Monday, September 15, 2025

Kindness


Note: This is a repost from January 2013

Being down with a terrible, nasty cold (dramatic, aren’t I) for a couple of weeks gave me an opportunity to reflect and feel gratitude. Gratitude? Yes, gratitude.

I realized what a gift health is. And what a gift a caring person is.

Normally I have no trouble engaging my imagination and doing some world-class dreaming and planning. But the cold made this feel more like a chore than a delight.

Sleep. All I wanted to do was sleep, but it was hard to get enough. Although I spent lots of time on my back, the deep rest never came. I feel for people who never get enough even while they are healthy because of various reasons.

I like food with a lot of flavor. The cold took away most of it and I lost my appetite. Nan had to almost force food down me. She would often say “Feed a cold, feed a cold.” What a gift good smells, good flavors and good taste is.

Waking up with energy is a real joy. I like getting up in the morning and looking forward to the day. I missed church because I had no ability to muster up the energy and I didn’t want to infect my friends. I missed conversations and connecting and hugs and laughter and singing.
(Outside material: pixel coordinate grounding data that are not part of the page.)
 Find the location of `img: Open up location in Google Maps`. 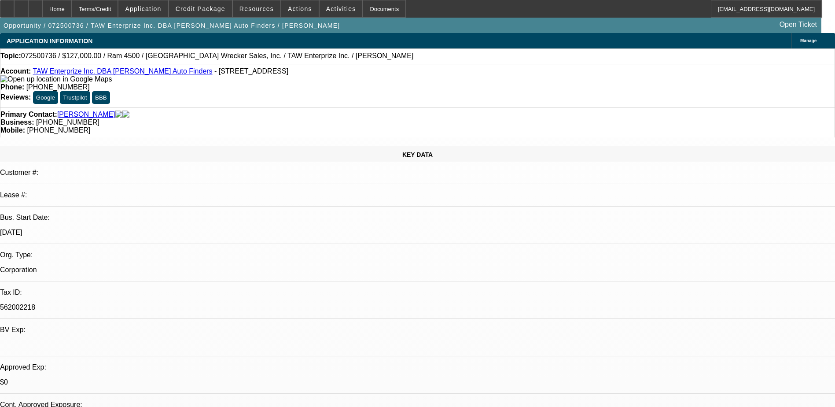

img: Open up location in Google Maps is located at coordinates (56, 79).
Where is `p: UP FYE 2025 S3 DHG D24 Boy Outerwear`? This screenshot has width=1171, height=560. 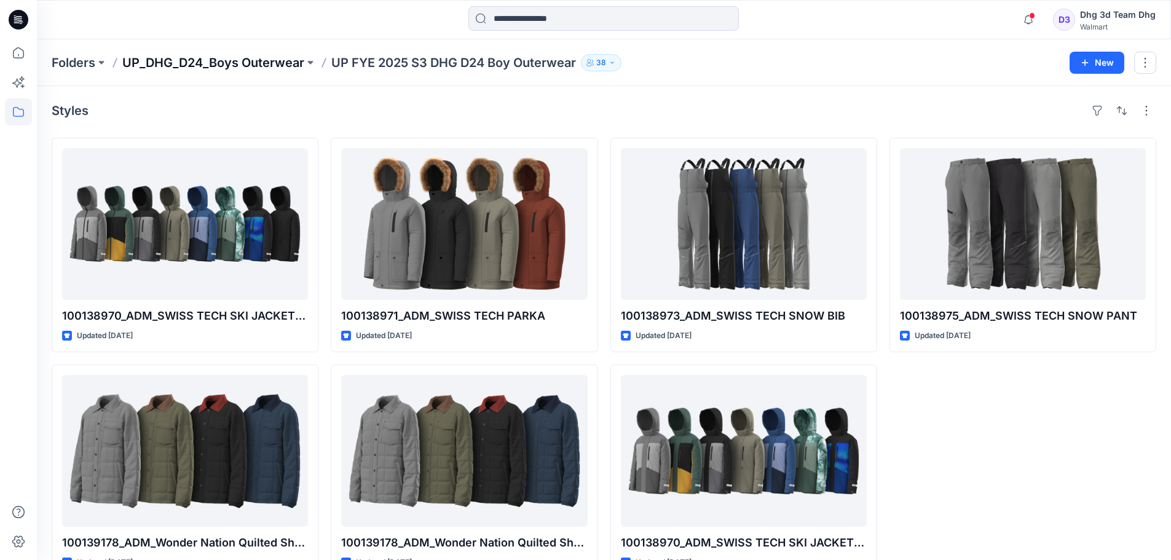
p: UP FYE 2025 S3 DHG D24 Boy Outerwear is located at coordinates (454, 63).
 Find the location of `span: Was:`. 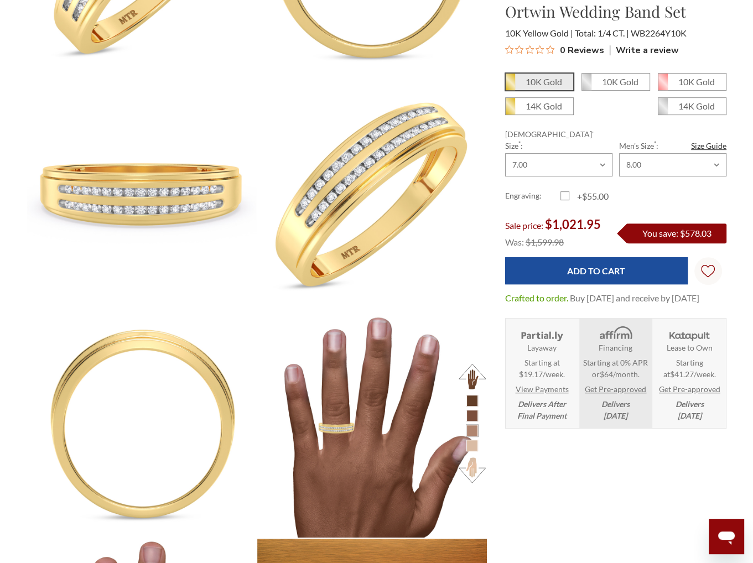

span: Was: is located at coordinates (515, 242).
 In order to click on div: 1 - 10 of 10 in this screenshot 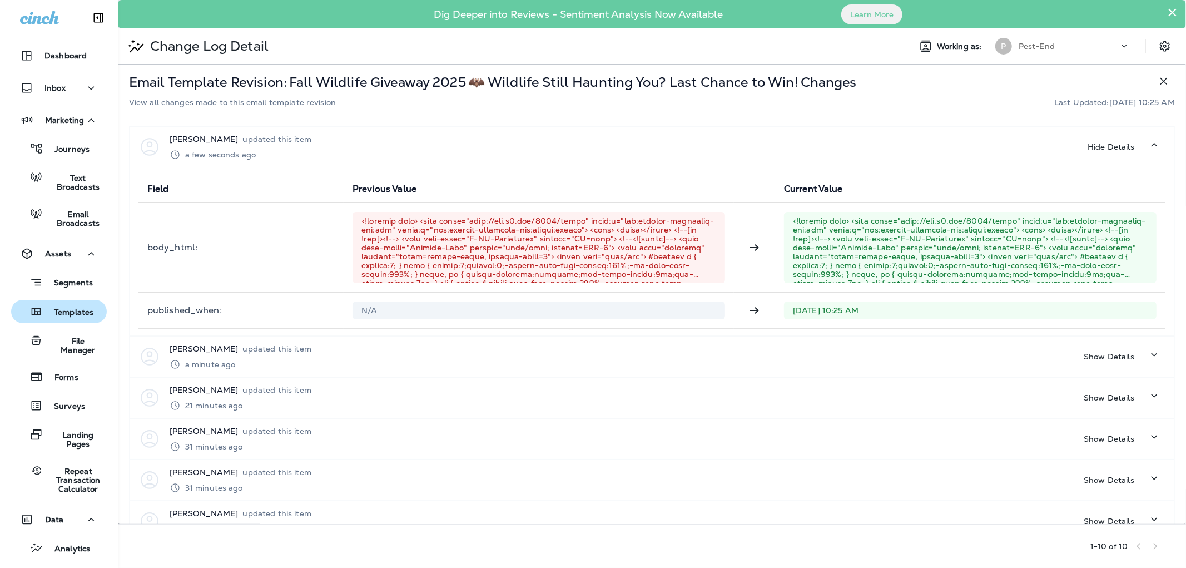, I will do `click(1109, 546)`.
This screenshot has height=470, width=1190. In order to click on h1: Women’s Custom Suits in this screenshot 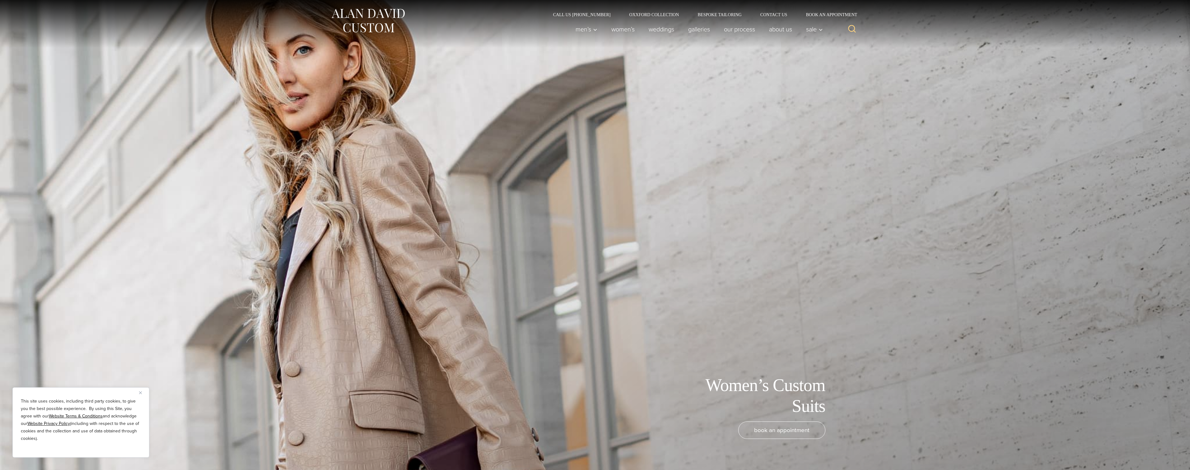, I will do `click(755, 396)`.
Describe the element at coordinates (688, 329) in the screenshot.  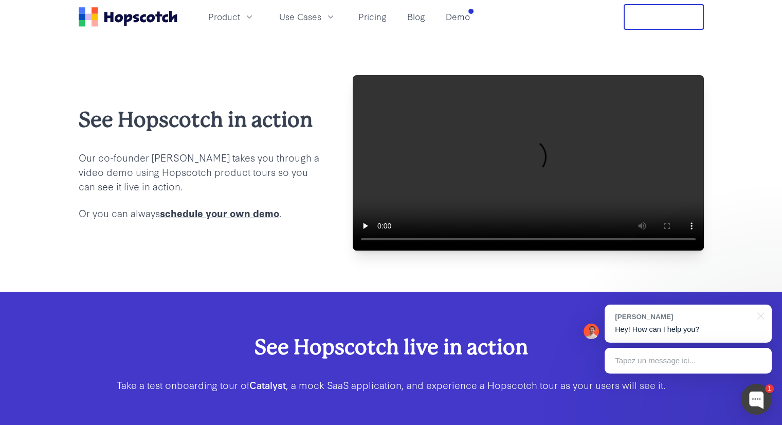
I see `p: Hey! How can I help you?` at that location.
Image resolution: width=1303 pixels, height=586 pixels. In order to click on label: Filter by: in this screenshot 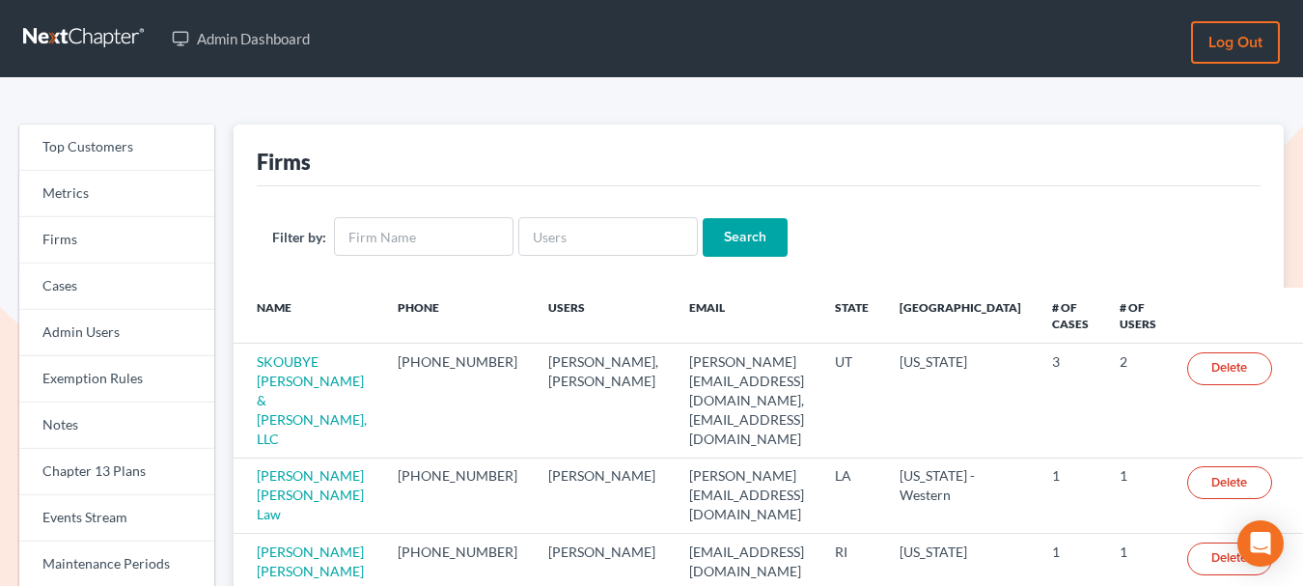, I will do `click(299, 237)`.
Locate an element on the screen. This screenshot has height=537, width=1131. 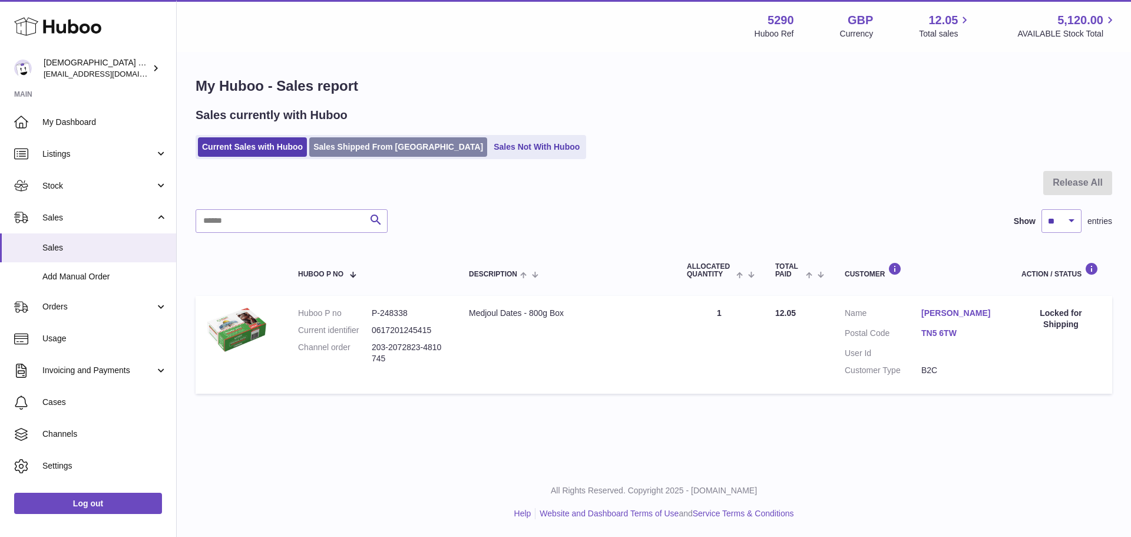
dt: Customer Type is located at coordinates (883, 370).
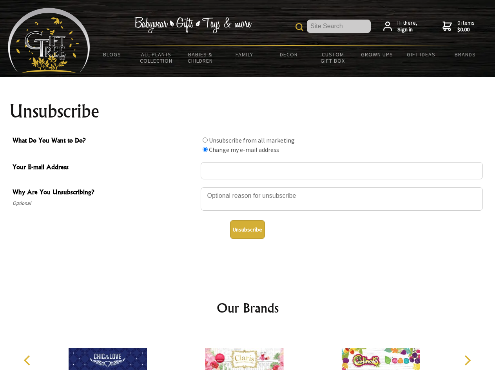  What do you see at coordinates (105, 193) in the screenshot?
I see `span: Why Are You Unsubscribing?` at bounding box center [105, 193].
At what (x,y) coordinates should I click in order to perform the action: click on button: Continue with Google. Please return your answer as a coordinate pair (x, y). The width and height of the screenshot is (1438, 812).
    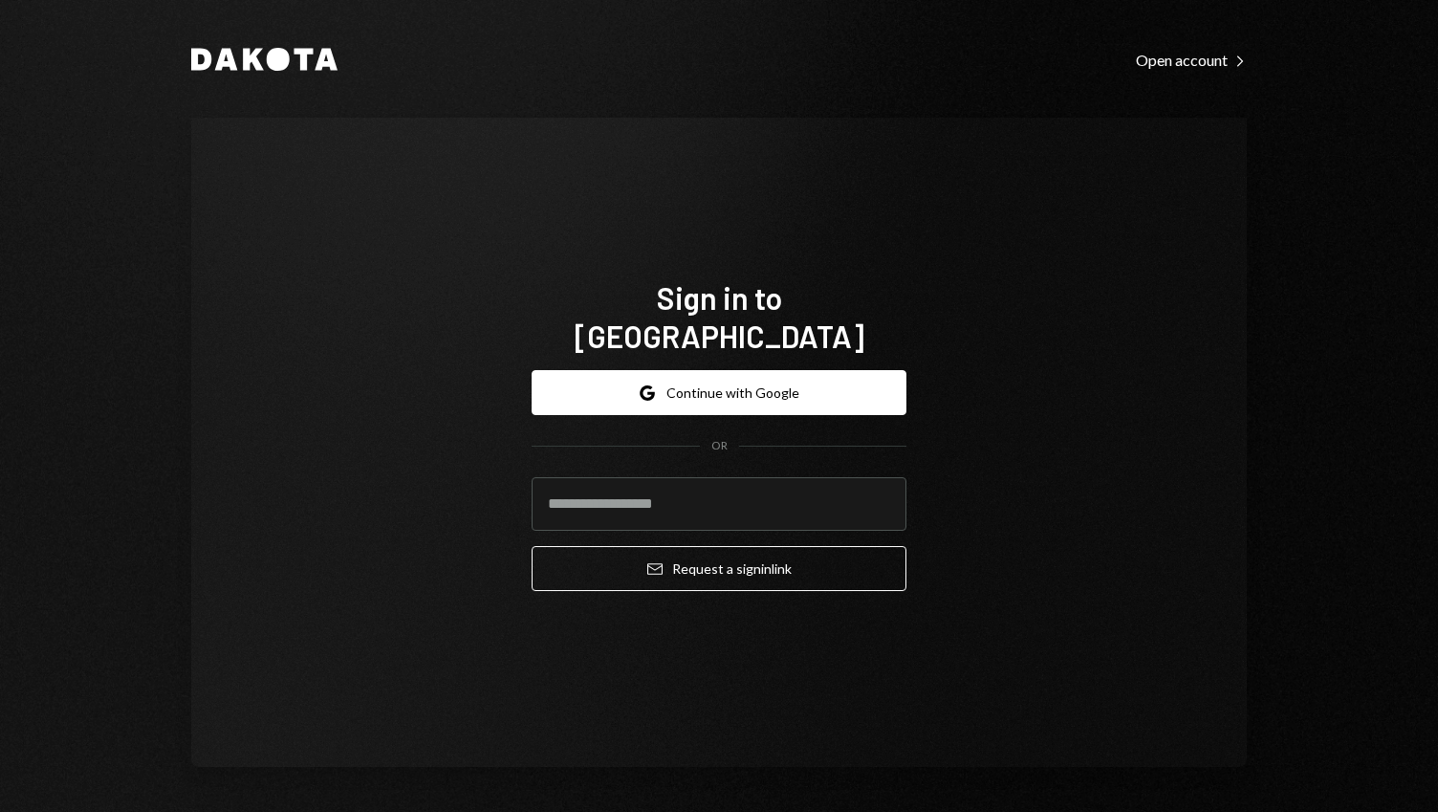
    Looking at the image, I should click on (719, 392).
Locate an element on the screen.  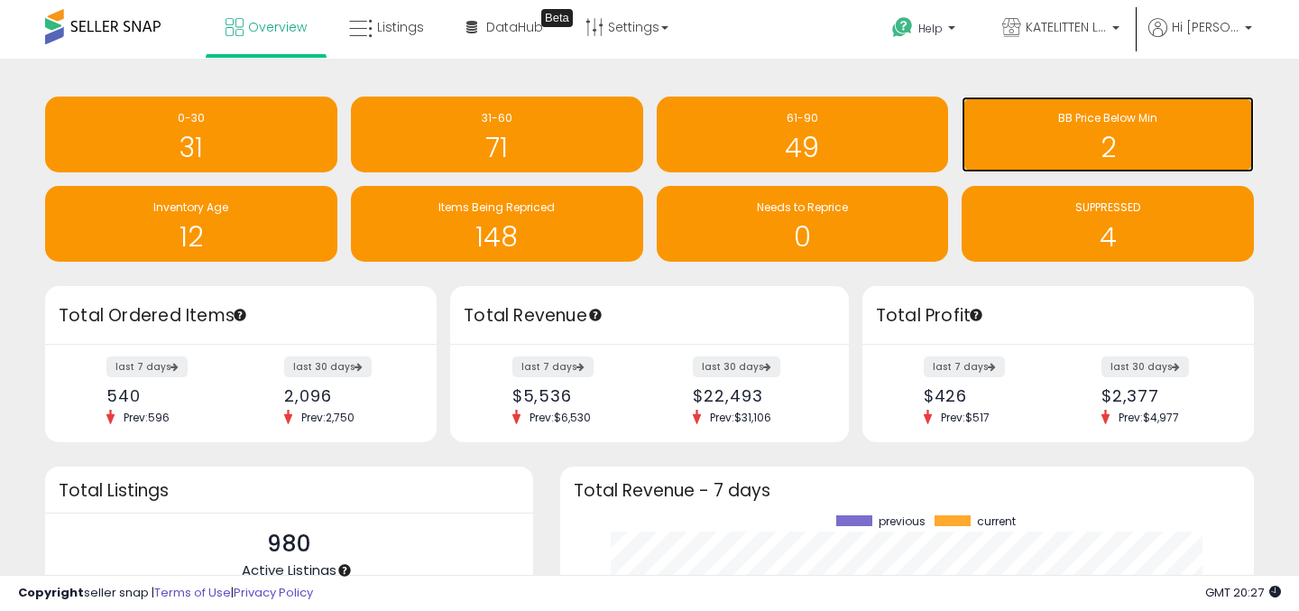
span: BB Price Below Min is located at coordinates (1107, 117).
I missed my friends.

So why is the title of this post “Kindness”?


I am most grateful for the kindness that Nan showed me while I was sick. It’s not easy to nurse someone back to health. Sick people can be grumpy and demanding. They aren’t good companions some of the time. Some of the things that I normally do, Nan had to do. But she did them cheerfully. Nan serves me well all the time, but I was especially aware of the kindness with which she does it when I was sick.

This is often the missing element in long term relationships. There is a lack of friendliness and gentleness and playfulness. We are more likely to encounter irritation, coldness or apathy than kindness in our daily interactions. This seems to be gradual erosion that happens when we are not intentional in keeping the relationship “current”. Unprocessed hurts will build up into resentments and we will stop trying or caring to keep a warm connection.

The stresses and busyness of daily life will also numb us out and steal our joy and make cheerful exchanges feel more like a burden. Often there are not enough hours in the day to carve out sufficient (or any) “me time”, where we replenish our emotional batteries. But even random hugs and a few kind words will go a long way to maintain a friendly bond.

Proverbs 16:24 (NLT)
Kind words are like honey — sweet to the soul and healthy for the body.  

Tuesday, September 9, 2025

Fillers & Drainers


A while ago I sat down and wrote out a list of things that fill me up or drain me emotionally. I wrote it on a 3x5 card – fills on one side and drains on the other. I’m not sure if it was an exercise that was suggested by something I read, or just another one of those random things I do every once in a while. But I found the card in a pile of papers and looked it over again. I’ll share a bit later.

How about you? Have you ever thought about fillers and drainers?

I had been reading a book by John Ortberg about his relationship with Dallas Willard, the great philosopher-theologian. (Soul Keeping: Caring For the Most Important Part of You) I thought how timely my little list was as I thought about caring for my soul. One of the passages in the book stuck out.

“People in churches — including pastors — have been crushed with guilt over their failure at having a regular quiet time or daily devotions. And then, even when they do, they find it does not actually lead to a healthy soul. Your problem is not the first fifteen minutes of the day. It’s the next twenty-three hours and forty-five minutes. You must arrange your days so that you are experiencing total contentment, joy, and confidence in your everyday life with God.”

As I looked at my list of draining items, I realized that I couldn’t control all of them. Some just were. Some I could control a little and a couple others I could probably control more significantly. But Dallas said we should experience total contentment, etc. Puzzling, isn’t it? We can only eliminate a certain degree of negativity from our lives.

But another one of his quotes helped me to get closer.

“Hurry is the great enemy of spiritual life in our day. You must ruthlessly eliminate hurry from your life.”

I noticed that this wasn’t on my lists. But I realized that it was a key concept. Hurrying through life often means missing the joy of life, the “being present” of living. But he also said a key was “arranging your days” – and that implies that you have some control. If I can arrange my days so that I add in good things and try to limit the negative aspects when possible, perhaps it will be more likely that I can be present with God throughout the day. Of course, I must first desire to be with God – and bend my thoughts in that direction.

So on to my lists.

Fillers: 
  • Music
  • Solitude
  • Beauty – ocean, mountains, etc.
  • Reading
  • Counseling/Mentoring
  • Teaching
  • Hanging out with Nan
  • Dinners out 

Drainers: 
  • Family Problems
  • Excessive Work
  • Anxiety about Health, Aging
  • Traffic
  • Pessimistic or Resistant People
  • Politics
  • Having to Manage People
  • Monotony
  • Noise 

So how about you – do you have your own lists? Can you add to mine?